That doesn't mean he agrees. He insists For the Stars is something more than that. And he's right.
"Particular fans of individual songs on this record, like the Brian Wilson songs or the Tom Waits songs, would obviously have an opinion about whether or not they feel this version is of a value beyond the original version," Costello says, on the phone from his home in Liverpool. "But I think that's maybe to miss the point of why a song should be sung at all. In the early days of popular music, and certainly in the earliest sheet music charts, the fame of the song rested on how many times it was recorded and how many different interpretations it had. Nowadays, we tend to kind of put a lot of stock in this idea that the one definitive version of a song is the only one you should consider.
"I sort of feel that people can be excused for referring to this album as having cover versions, because that's the way we speak about doing songs again," he continues. "But I think when you actually hear them, certainly we've looked into the songs in a different way. There's not too many of them that owe a lot to the original renditions. They are really celebrations of what good compositions they are, particularly the Brian Wilson songs. They're just so beautifully written. It's worth considering that a lot of people in the world -- as great as Pet Sounds is -- they have never heard it and will never hear it, because it just doesn't speak to them."
As Costello rightly points out, von Otter's voice does speak to some of those people. Many more than you might imagine, in fact. Celebrated in classical music circles and virtually unknown outside of them, von Otter has thrilled audiences at New York's Metropolitan Opera, La Scala Milan, the Deutsche Opera Berlin and nearly every other respected opera house for almost two decades. The title of the new album is quite literal: Von Otter is a star in her own right, with her own successful yet markedly different recording career.
Put it this way: While you may not recognize Anne Sofie von Otter's name, there are probably just as many fans of music -- all music, not just rock 'n' roll -- who don't know or care who Elvis Costello is. And until a few years ago, you might've counted von Otter among that number. She is a classically trained vocalist who studied at London's Guildhall School of Music. Hers is a world full of attractions like Mendelssohn and Mozart and Verdi, not attractions named Pete and Bruce Thomas or Steve Nieve.
Those worlds began to collide more than a decade ago at a 1989 performance of Berlioz's Damnation of Faust that featured von Otter, one which Costello attended with his wife, Cait O'Riordan, the first of their many visits to see and hear von Otter. Costello still is, first and foremost, a fan of von Otter, including her 1996 album Wings in the Night on the list of his 500 favorite albums he contributed to Vanity Fair in the magazine's November 2000 issue. (Okay, 500 albums is, well, a lot, but Costello didn't even believe one of his own albums was good enough for inclusion. So there.) For years, however, Costello was content to remain in the audience with O'Riordan, his appreciation for von Otter's voice kept mostly to himself.

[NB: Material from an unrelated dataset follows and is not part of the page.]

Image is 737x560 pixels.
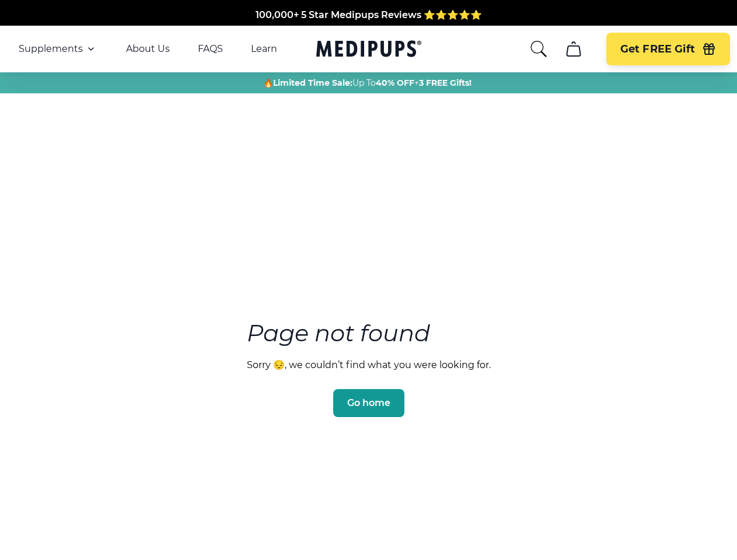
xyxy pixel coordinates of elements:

He couldn't keep it to himself forever. Costello and von Otter's collaboration began, as some relationships do, with an anonymous bouquet of flowers. And then another one. And then another. Before long, von Otter's curiosity got the better of her, and she instructed her manager to locate the person sending flowers to her dressing room, her secret admirer. And when the man behind the gifts finally made his way to her, it was a familiar name and face: Elvis Costello. Von Otter didn't know much more about him other than that. She didn't know that, in Costello, she'd found the perfect person to guide her from classical to popular music and back again. A music student, just like she was, except that he was self-educated.
Although he began his career as an unlikely punk, for the past decade Costello has dabbled in more genres than most record stores. And as he gets older, Costello becomes more like the men he grew up with: Frank Sinatra (his records, anyway) and Ross McManus, his musician father, who introduced him to classical music, as well as his own unique style of crooning, honed while fronting traveling big bands. He's become a skilled interpreter, with a gentle ease at turning other people's songs into his own. As For the Stars proves, he's also become quite the bandleader, conducting -- "And when I say conducting, I was waving my arms around, hoping that they did something," he says, laughing -- an ensemble that includes longtime henchman, keyboard player Nieve, as well as Sweden's Fleshquartet and, on two songs, ABBA's Benny Andersson.